This course has been updated! We now recommend you take the API Design in Node.js, v4 course.

Check out a free preview of the full API Design in Node.js, v3 course:
The "Mongoose Schema Exercise" Lesson is part of the full, API Design in Node.js, v3 course featured in this preview video. Here's what you'd learn in this lesson:

Students are instructed to write a Schema that ensures that all tests in the suite pass.

Get Unlimited Access Now

Transcript from the "Mongoose Schema Exercise" Lesson

[00:00:00]
>> Scott Moss: I'm just gonna show you some more schema stuff, but not too much, and then you're gonna break off into an exercise where you're gonna be developing the schema and the model for the item resource, and like I said, it will be test associated with it so as long as you get those test to pass, you'll be good, and these tests are very descriptive.

[00:00:19] They literally tell you exactly what you need to do, so even if you had no clue how to do this, the test tells you exactly what it's looking for. So I'm confident that you'll be able to figure it out. So let's do that. So I'm going to check out to,

[00:00:37]
>> Scott Moss: Let's stash this.
>> Scott Moss: Start out with lesson three here.
>> Scott Moss: And basically, lesson three, if you've already check out to the lesson two solution branch, it's the same branch, there's just, if you go look at the item model, there's nothing here.
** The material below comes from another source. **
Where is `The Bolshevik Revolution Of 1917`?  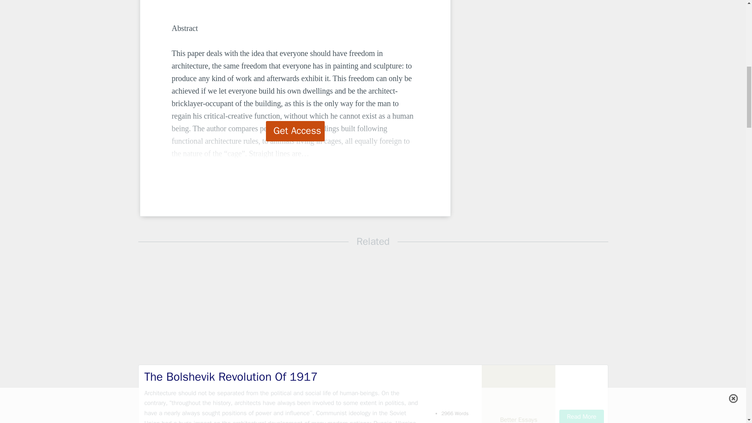 The Bolshevik Revolution Of 1917 is located at coordinates (284, 377).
There's a model that's being created, but the schema has no information on it.

[00:01:02] We have to fill some information into this schema here, because right now the item schema has absolutely nothing on it, and the only way to know what you need to put in here is if you execute the test. So if you execute the test, it'll tell you, it's expecting this field, this validation, this name, and you have to fulfill those tests, and this is where you're going to be putting it in.

[00:01:21] You'll be putting it here in this schema here.
>> Scott Moss: So just to give you some examples I'm gonna run the test, and I'm gonna do one for you. So if I say yarn and the test command for this one is going to be npm run test-models I believe, yes.

[00:01:42]
>> Scott Moss: Of course it is going to fail. You can see this looks like about six tests that's failing here, and it's testing for each field name that's supposed to be on the schema. So, for instance, it's saying item model, schema name. It expected it to have a max length of 50, required to be true, trim true, and a type that is string.
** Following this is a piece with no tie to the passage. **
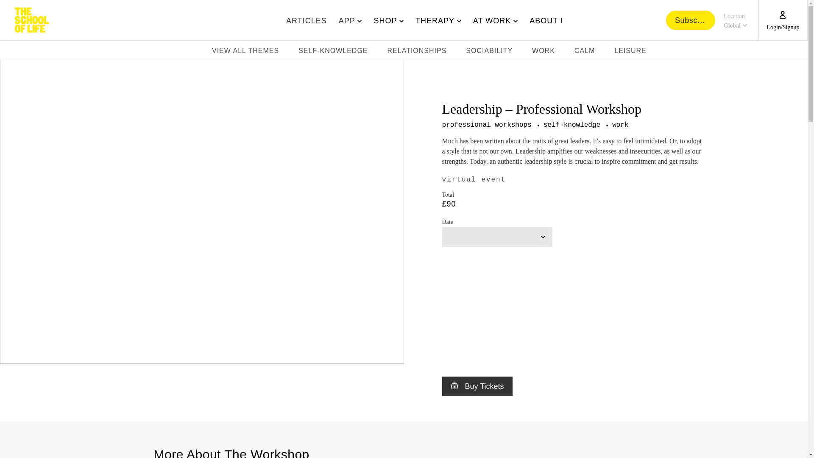  I want to click on X, so click(740, 52).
[00:02:06] So I can satisfy some of that by just looking at the test. So if I say, okay, there must be a name field here. Its type must be string.
>> Scott Moss: It is required. It has something called trim: true. I have no idea what that is, but that's what it's looking for.

[00:02:25] But basically what that is, that's just saying this is a string, if it has empty spaces before or after, trim it just like if you call trim in JavaScript. You call it .trim in JavaScript, it'll trim the spaces. So that's what it's saying there, and then it has another validation called maxlength of 50, so it's expecting that.

[00:02:44] So that right there might satisfy that test.
>> Scott Moss: So if we scroll up, it looks like we got one to pass, and it should have been that one. So yeah, that one passed. So that's the flow that you're gonna go through to get these fields in the right way that you need them to be.

[00:03:02] So item, like I said, is basically, it's like a to-do item. This is like a very basic API for a to-do app, and you're just filling out these fields for Mongo. So, like I said, check out to lesson three, if we look at the readme, just to go over it one more time.

[00:03:21] You're gonna be creating the schemas. It's on lesson three branch. The test command is gonna test models, where there's yarn or NPM, and the things you're gonna be doing is you're gonna be creating the schema for the item resource, you're gonna add the correct fields, and this says look at the test here, you're gonna add the correct validations, also look at the test, the test does exactly what we are expecting.

[00:03:42] For extra credit, if you know how to use Mongo, or if you just wanna take the extra credit and figure out how to do it, I'll give you a hint if you wanna do it, add a compound index to ensure all the tasks in a list have a unique names.

[00:03:55] You're looking at me like what the hell I'm talking about. That's because I've made it extra credit, so you don't have to do that. You should be looking at me like what am I talking about, cuz that's, you probably only how to do that if you've ever used Mongo before, but yeah, that's basically index.

[00:04:08] So we want all the items to have unique names that belong to a list, so we don't want it to be unique in the database, but we want them to be unique per list. So it's a compound index, it's a little little trickier to do, and then, of course, like always, get all the tests to pass, and if you fulfill all of these, except the extra credit, all the tests will pass.

[00:04:27] There's no test for the extra credit, so you don't have to worry about that one failing.